Sunday 28 June 2009

Istanbul Political Philosophy Conference: Day 3

Primary version of this post available at Barry Stocker's Weblog, picture included!


Yesterday was the last day of the Philosophical Perspectives on Peace III Conference at Boğaziçi (Bosphorus) University (south campus where the conference was held pictured above). As I attended the social evening after the conference I was not able to report yesterday. The social side of the conference was very good, I couldn’t find the energy to go to the evening social events on the previous days, but by all accounts these were great evenings in local restaurants.


The conference day began with Ulrich Steinvorth of Bilkent Univeristy, who presented a paper on

‘Formal and Material Liberalism and Globalization’. Steinvorth distinguished between formal liberalism as the aspect of liberalism which guarantees general rights, and the material aspect of liberalism which pursues a vision of the good life. Steinvorth argued that material liberalism is more important because it is dealing with the reality of social life, and focuses on developing individual capacities. Steinvorth illustrated this with reference to the debate in Turkey about permitting the headscarf in universities. He explained that he had changed his mind about this while teaching in Turkey, because of all the female students who had told him that families oppress daughters by making them wear the headscarf. In this argument, there is a gain for freedom in forbidding the headscarf in the university because it counteracts the oppression of young women by their families. Steinvorth went on to identify what he regards as the destructive consequences of unrestrained markets, in that easier production of basic needs leads to great unemployment instead of the redeployment of worker into more creative and interesting ways of working. In the discussion, members of the audience suggested that: there is anti-perfectionist element in Kant contrary to Steinvorth’s suggestion that Kant provides an alternative to a purely rights based value neutral liberalism; there are problems in deciding what is the best way of developing capacities for children since they are limited in the right to make choices; in Mill, formal liberalism is a pretext for material liberalism, and in general all liberal thinkers have been concerned with ‘material liberalism’ questions of what promotes human flourishing.


Thomas Baum of Flemish Peace Institute in Brussels presented his paper, ‘Checking the Promise of the Democratic Peace: Perspectives on Critical Peace and the Liberal Orthodoxy’. Baum recognised the difficulty of giving a single definition of liberalism but concentrated on Benthamite Utiliarianism because it strongly anticipates the kind of rational expectations model used by most practitioners of International Relations Democratic Peace Theory. He claims that in this field most practitioners are looking at a very narrow set of date and a very narrow set of examples, with the result that it is a very weak field. The effect of this is to exclude those stated which are not ‘mature’ democracies, with the possible consequence that the other states will not be given full rights in the international system, and force might be used against them. Audience discussion included the question of whether the exclusion of some nations is just an empirical fact or is a constitutive aspect of Democratic Peace Theory.

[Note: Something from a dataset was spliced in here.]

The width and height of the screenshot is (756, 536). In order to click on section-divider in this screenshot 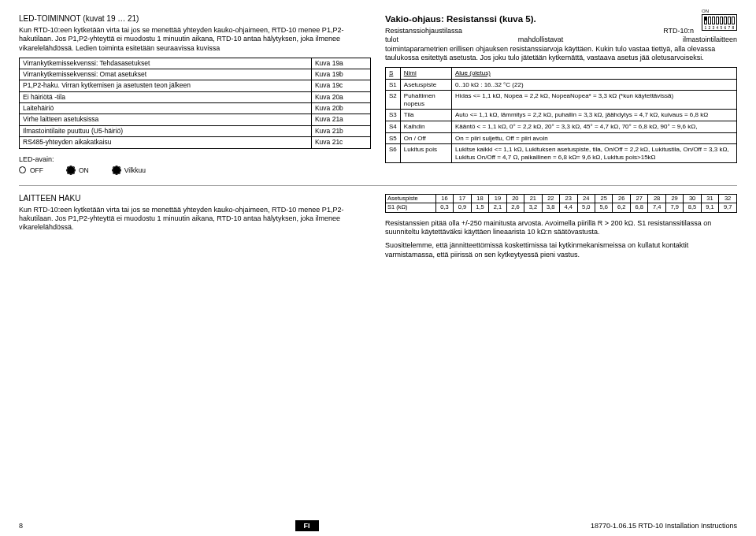, I will do `click(378, 186)`.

Yodenis Guirola, a Cuban currently resident in Barcelona who is researching international relations presented on ‘Peace as a Problem: Perpetual Peace between Philosophy and Practice’. His analysis of the current global system is that includes: dominant free market fundamentalism, domination of stronger countries, subordination of human values and public right to economic interests.

Audience discussion referred to how the global system could be improved and how far state actions on behalf of economic interests can be regarded as ‘market fundamentalism’.


Arthur Kok of Tilburg University spoke on ‘How Philosophy Contributes to Peace in Practice’

He started with the dichotomy between social order and natural (individual) right in Kant’s view of freedom. He looked at the struggle between these principles through a discussion of Hegel’s analysis of Sophocles’ play Antigone as a representation of the death of the Greek polis. That shows a conflict between individual rights and state authority which Hegel resolves through towards modern civil society as a third sphere between state and individual, which creates a non-political free sphere. Hegel sees labour at the centre of civil society. but has a more expanded view in the Phenomenology. Audience reaction focused on the accuracy of Hegel’s reading of Sophocles and his account of the Ancient Greek world.


The final speaker was Fülya Özlem, a doctoral student at Berlin Technical University, who had a paper with the title, ‘Travelling as a Condition of Peace’. This was an account of the philosophy of translation and language interpretation in Davidson’s theory of communicability and shared concepts, Wittgenstein’s theory of language games, life forms, and rule following, and Quine’s theory of translation. All three positions look at questions of language understanding in the frame of someone dealing with a new language or learning language, which brings in the traveller going to a new language community. Audience discussion was largely about how this model could be applied to ancient languages which are no longer in use.